Creating a Custom Setting is straightforward but the design choice matters. Pick List versus Hierarchy based on whether different users or profiles need different values. Plan the field types up front because they are hard to change later. Decide between standard Custom Setting and Protected Custom Setting based on whether the data is sensitive.

  1. Decide List versus Hierarchy and Public versus Protected

    List for multiple named records (tax rates, feature lookups). Hierarchy for per-user, per-profile, or org-level overrides. Public for normal access, Protected for managed-package-only access. The type cannot be changed after creation.

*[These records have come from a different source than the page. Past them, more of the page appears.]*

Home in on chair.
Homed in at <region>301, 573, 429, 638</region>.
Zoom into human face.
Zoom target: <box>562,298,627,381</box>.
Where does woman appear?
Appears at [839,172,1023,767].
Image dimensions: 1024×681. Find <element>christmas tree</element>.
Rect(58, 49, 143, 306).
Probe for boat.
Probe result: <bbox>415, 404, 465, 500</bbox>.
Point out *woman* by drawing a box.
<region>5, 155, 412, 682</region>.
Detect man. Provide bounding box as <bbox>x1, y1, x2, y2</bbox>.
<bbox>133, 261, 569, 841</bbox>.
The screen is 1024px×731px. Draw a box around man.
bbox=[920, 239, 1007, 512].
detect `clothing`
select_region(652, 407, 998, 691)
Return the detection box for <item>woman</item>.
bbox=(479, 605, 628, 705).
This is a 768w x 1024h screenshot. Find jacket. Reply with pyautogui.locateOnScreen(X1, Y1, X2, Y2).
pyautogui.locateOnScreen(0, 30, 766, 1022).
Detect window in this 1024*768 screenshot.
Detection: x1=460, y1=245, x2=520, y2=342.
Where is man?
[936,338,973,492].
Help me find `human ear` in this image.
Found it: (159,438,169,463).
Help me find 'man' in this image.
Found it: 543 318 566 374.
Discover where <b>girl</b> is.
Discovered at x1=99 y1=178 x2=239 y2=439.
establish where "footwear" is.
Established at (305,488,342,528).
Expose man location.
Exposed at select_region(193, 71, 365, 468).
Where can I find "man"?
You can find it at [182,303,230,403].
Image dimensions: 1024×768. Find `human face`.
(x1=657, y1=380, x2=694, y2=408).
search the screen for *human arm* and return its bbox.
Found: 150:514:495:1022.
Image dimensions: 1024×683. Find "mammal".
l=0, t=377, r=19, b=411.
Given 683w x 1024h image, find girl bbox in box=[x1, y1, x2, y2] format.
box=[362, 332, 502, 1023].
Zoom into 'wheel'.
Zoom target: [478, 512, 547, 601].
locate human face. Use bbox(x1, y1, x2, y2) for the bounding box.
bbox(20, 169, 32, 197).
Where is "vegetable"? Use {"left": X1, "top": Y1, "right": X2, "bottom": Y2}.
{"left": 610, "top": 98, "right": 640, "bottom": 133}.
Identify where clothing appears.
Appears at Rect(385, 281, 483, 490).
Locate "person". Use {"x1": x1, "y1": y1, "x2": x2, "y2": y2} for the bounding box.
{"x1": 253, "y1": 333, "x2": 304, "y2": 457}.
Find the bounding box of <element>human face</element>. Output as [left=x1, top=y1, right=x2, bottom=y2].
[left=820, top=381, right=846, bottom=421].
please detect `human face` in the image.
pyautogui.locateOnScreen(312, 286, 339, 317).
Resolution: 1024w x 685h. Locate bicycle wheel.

  2. Create the Custom Setting in Setup

    Setup > Custom Settings > New. Enter a label and API name, select List or Hierarchy, set Visibility (Public or Protected). Save. The setting now appears like a custom object in Object Manager.

  3. Add custom fields

    Open the Custom Setting in the Custom Settings page > New > add fields. Text, Number, Currency, Date, Date/Time, Checkbox, Email, Phone, URL, and Percent are all supported. Picklist and lookup fields are not supported on Custom Settings.

  4. Populate records via Manage button (List)

    Setup > Custom Settings > the setting > Manage > New. For List Custom Settings, each record needs a Name (the primary key) and the field values. For Hierarchy, each record is tied to Organization, a specific Profile, or a specific User.

  5. Reference from Apex with cached methods

    MyListSetting__c rate = MyListSetting__c.getInstance(''US''); for List. MyHierarchySetting__c.getInstance() for Hierarchy with automatic user resolution. .getAll() returns the full map for List Custom Settings. None of these count against SOQL limits.

  6. Reference from Flow

    Use the Get Records element with the Custom Setting object. Flow does not have the cached APIs that Apex has, so each Flow read costs a SOQL query. Cache the result in a Flow variable if accessed multiple times.

  7. Reference from formulas and validation rules

    $$Setup.MyHierarchySetting__c.Field__c$$ in formula fields and validation rules pulls the current user's value through Hierarchy resolution. The $$Setup global is the formula-engine entry point to Hierarchy Custom Settings.

  8. Deploy the Custom Setting metadata and records

    Custom Setting definition deploys via change set or metadata API like any custom object. Records deploy via Data Loader or as part of a deployment package (newer Salesforce CLI commands support Custom Setting record deployment).

Setting Type (List or Hierarchy)remember

List for flat record sets, Hierarchy for per-user/profile/org inheritance. Cannot be changed after creation.

Visibility (Public or Protected)remember

Public is org-accessible. Protected restricts access to the managed package that defines it. Choose based on whether external code should read the values.

Field Typesremember

Text, Number, Currency, Date, Checkbox, and similar primitive types. No picklists, lookups, or rich text. Picklist substitution uses formula-based decoding instead.

Gotchas
  • The setting type (List or Hierarchy) cannot be changed after creation. Plan the right type up front, because converting requires recreating the setting and migrating data.
  • Custom Settings do not support picklist or lookup fields. Use a text field with predefined values or a formula that decodes a text key to a known value.
  • Hierarchy Custom Settings cannot be referenced via Custom Metadata Type APIs. If you need per-user inheritance, Custom Settings remain the only native option.
  • The 10 MB per-package cache limit caps the practical size of Custom Settings. Large reference tables exceed this and fall back to non-cached reads, defeating the performance benefit.
  • Flow reads of Custom Settings do count against SOQL governor limits because Flow does not use the Apex cached APIs. Cache results in Flow variables if accessed repeatedly.

See the full Custom Settings entry

Custom Settings includes the definition, worked example, deep dive, related terms, and a quiz.